The elemental emerged from what had looked like solid rock.

It flowed upward through the granite like a whale breaching water, stone plates articulating with grinding precision into a form that dwarfed the dead specimen. Four meters tall, at least. Its limbs were columns of interlocked rock, and its head—if the mass at the top could be called a head—swiveled toward their position with the inexorable attention of something that had all the time in the world.

Then it began to patrol.

Fifty meters. The circuit was exactly fifty meters, traced in a rough oval around a section of highland that contained nothing Aldric could identify as significant. The elemental moved with mechanical precision, each step shaking the ground with a vibration he could feel through his boots.

"That's the active specimen," Toma said, his voice carefully controlled. "One of them."

"One of them," Aldric confirmed. The territory sense registered the second presence now—another concentration of mass, perhaps two hundred meters east, following its own circuit through terrain that overlapped the first's range.

Two elementals. Home territory. Stone ground that gives them material advantage.

Edvard was watching him with the particular attention of someone waiting to hear a plan. The veteran had been with him during the rotfiend hunt—had watched him freeze for three seconds before the training kicked in, had covered the gap without comment. He knew what Aldric was capable of, and what he wasn't.

"We're going to need better equipment," Edvard said.

"Two of them," Aldric replied. "The Architect's Knowledge is specific. Two complete skeletal structures."

"That complicates things."

Vek picked up a stone from the patrol path—a fragment that had been displaced by the elemental's passage. His face shifted as the weight registered, dense as lead in his palm. He set it down carefully.

"Six weeks," Aldric said. "We return in six weeks with equipment and a plan."

---

[Highland Ridge — Evening]

The ride back gave him time to think.

Aldric mapped the patrol circuits from memory, overlaying them against the territorial patterns the games had established for Earth Elemental behavior. The creatures were territorial but not aggressive—they wouldn't pursue beyond their designated range. That was an advantage. They were also vulnerable to specific attack angles, if you could get close enough to exploit them without being crushed.

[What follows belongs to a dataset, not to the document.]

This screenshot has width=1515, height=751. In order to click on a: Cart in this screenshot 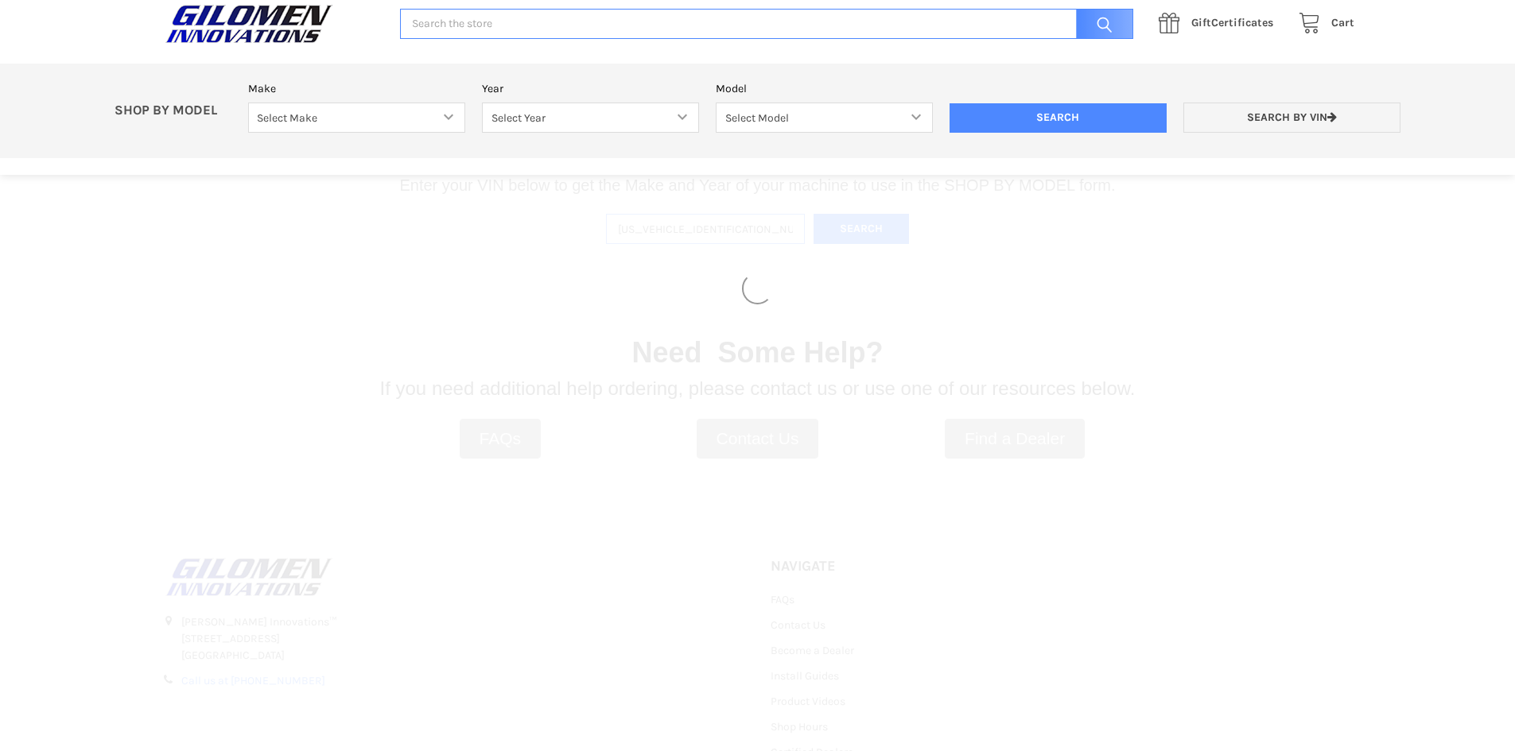, I will do `click(1321, 23)`.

Dimeritium bombs, some part of his lore knowledge suggested. Disrupt their animating force. Standard Witcher approach.

But he didn't have Witcher equipment. He didn't have access to dimeritium in quantities that would matter. What he had was thirteen soldiers, a forge that could produce exceptional weapons, and whatever tactical advantages the terrain might offer.

Research the vulnerabilities, he reminded himself. Then plan the engagement. Then execute.

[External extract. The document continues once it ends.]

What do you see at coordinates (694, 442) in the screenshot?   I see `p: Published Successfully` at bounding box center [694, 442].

The dread sense pulsed behind his sternum—not alarm, just the steady pressure that had been his companion for fifteen months. Seven hundred and eighty-five days until the Fall of Cintra. The Campus Invictus was the second of four buildings, and he hadn't even secured the materials yet.

"You're quiet, my lord," Edvard said, falling into step beside his horse.

"I'm calculating."

"Calculating what?"

"How to kill two creatures made of living stone, in their home territory, without losing anyone in the process." Aldric glanced at the veteran. "Any suggestions?"

Edvard considered the question with the seriousness it deserved. "Separate them. Fight one, then the other. The terrain makes that difficult, but the patrol circuits suggest they don't coordinate—they're solitary even when their ranges overlap."

"How do you separate them?"

"Bait one away from the overlap zone. Something that triggers territorial response but doesn't draw the second." He paused. "Or fight at the boundary edge, where only one can engage at a time."

Aldric filed the tactical framework. It was sound—better than anything he'd generated from pure lore knowledge. This was why Edvard was worth his salary: practical experience that no amount of wiki articles could replace.

"Six weeks," he said. "In six weeks, we'll have a plan."

He spent the rest of the ride writing out everything he could remember about Earth Elemental vulnerabilities, knowing that some of it would be wrong in ways he hadn't discovered yet.